This text smells like pretty much emotional rationalization (in the psychological sense) of a certain biased point of view.
Actually, I’m not an enemy of narrow questions, and in the same way, I’m not an enemy of the plurality of meanings. The focused, narrow, formal approach is of great power indeed, but it is also restricted and new theories are being constructed again and again—outside of a narrow framework and back to some new one.
Consider a man who just learned to drink from a certain brown glass. Then, he sees a steel mug. They are quite different objects, with different properties, different names, and meanings attached in different linguistic contexts. If he can not grasp that what is common, he won’t be able to generalize the knowledge at all.
But somehow this trivial observation (consequences of which play a role on every layer of abstraction in thinking) tends to be forgotten when dozens of layers of abstraction are being created, the definition starts to battle the actual meaning until the latter is completely lost and one starts to rationalize upon those layers of abstractions while common sense whispers: “It’s damn meaningless, it doesn’t help to understand anything”. What happens then? Then comes the time to go back to the connected uncertain world.

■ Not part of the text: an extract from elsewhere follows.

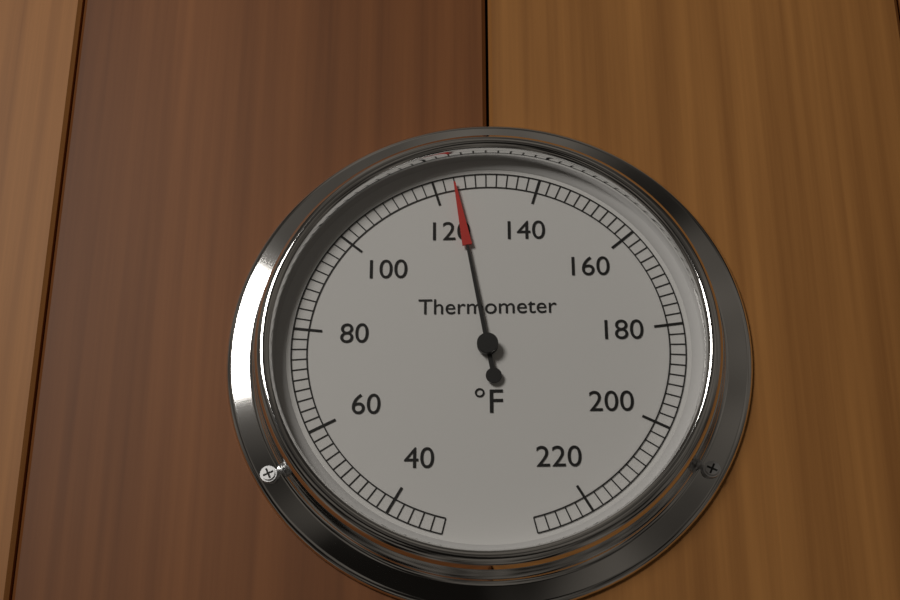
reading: 124 °F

There is more. A natural language contains a vast plurality of word meanings which actually help to look at things from different angles and to learn such commonalities by reading words in different contexts. If you will defy such a reality of natural language and human thinking you would risk becoming isolated in bubbles of extremely precise meanings that not understood by anyone other except Chosen Ones. It is already hard to extract meaning (you can read “ideas”) from books with narrative formalized too much. So to make full use of people’s knowledge It might be not useful to be biased towards narrowness which can disconnect people’s knowledge and prevent understanding.
So to me personally it’s not a virtue to put a narrow approach on a pedestal. Whatever thought trick humanity came up with and while it’s working well—it’s rational to me to use in the right situation. But you still can go deeper and be precise as much as you want if it proves to be worthy in (how ironically) a precise way.

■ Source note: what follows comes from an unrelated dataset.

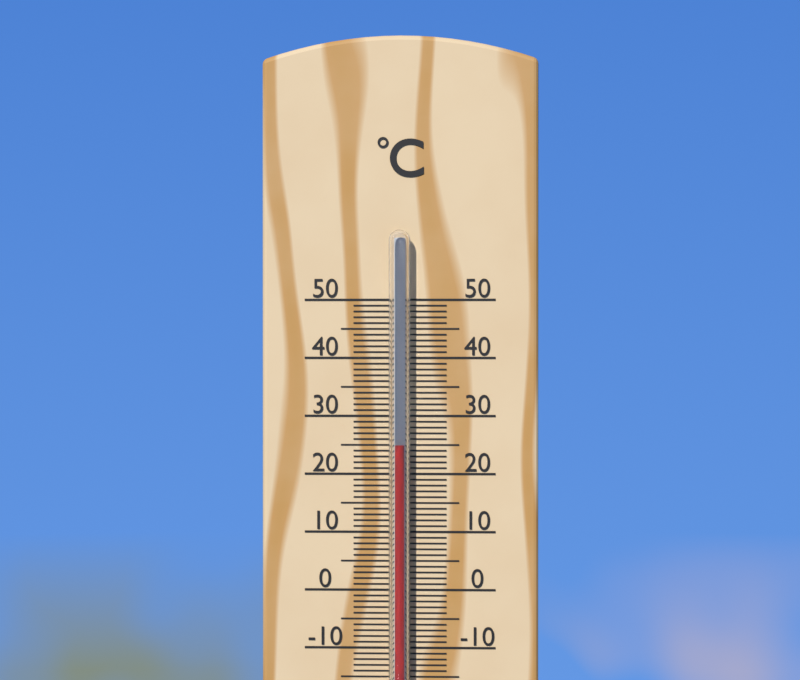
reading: 25 °C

This text smells like pretty much emotional rationalization (in the psychological sense) of a certain biased point of view.
Actually, I’m not an enemy of narrow questions, and in the same way, I’m not an enemy of the plurality of meanings. The focused, narrow, formal approach is of great power indeed, but it is also restricted and new theories are being constructed again and again—outside of a narrow framework and back to some new one.
Consider a man who just learned to drink from a certain brown glass. Then, he sees a steel mug. They are quite different objects, with different properties, different names, and meanings attached in different linguistic contexts. If he can not grasp that what is common, he won’t be able to generalize the knowledge at all.
But somehow this trivial observation (consequences of which play a role on every layer of abstraction in thinking) tends to be forgotten when dozens of layers of abstraction are being created, the definition starts to battle the actual meaning until the latter is completely lost and one starts to rationalize upon those layers of abstractions while common sense whispers: “It’s damn meaningless, it doesn’t help to understand anything”. What happens then? Then comes the time to go back to the connected uncertain world.
There is more. A natural language contains a vast plurality of word meanings which actually help to look at things from different angles and to learn such commonalities by reading words in different contexts. If you will defy such a reality of natural language and human thinking you would risk becoming isolated in bubbles of extremely precise meanings that not understood by anyone other except Chosen Ones. It is already hard to extract meaning (you can read “ideas”) from books with narrative formalized too much. So to make full use of people’s knowledge It might be not useful to be biased towards narrowness which can disconnect people’s knowledge and prevent understanding.
So to me personally it’s not a virtue to put a narrow approach on a pedestal. Whatever thought trick humanity came up with and while it’s working well—it’s rational to me to use in the right situation. But you still can go deeper and be precise as much as you want if it proves to be worthy in (how ironically) a precise way.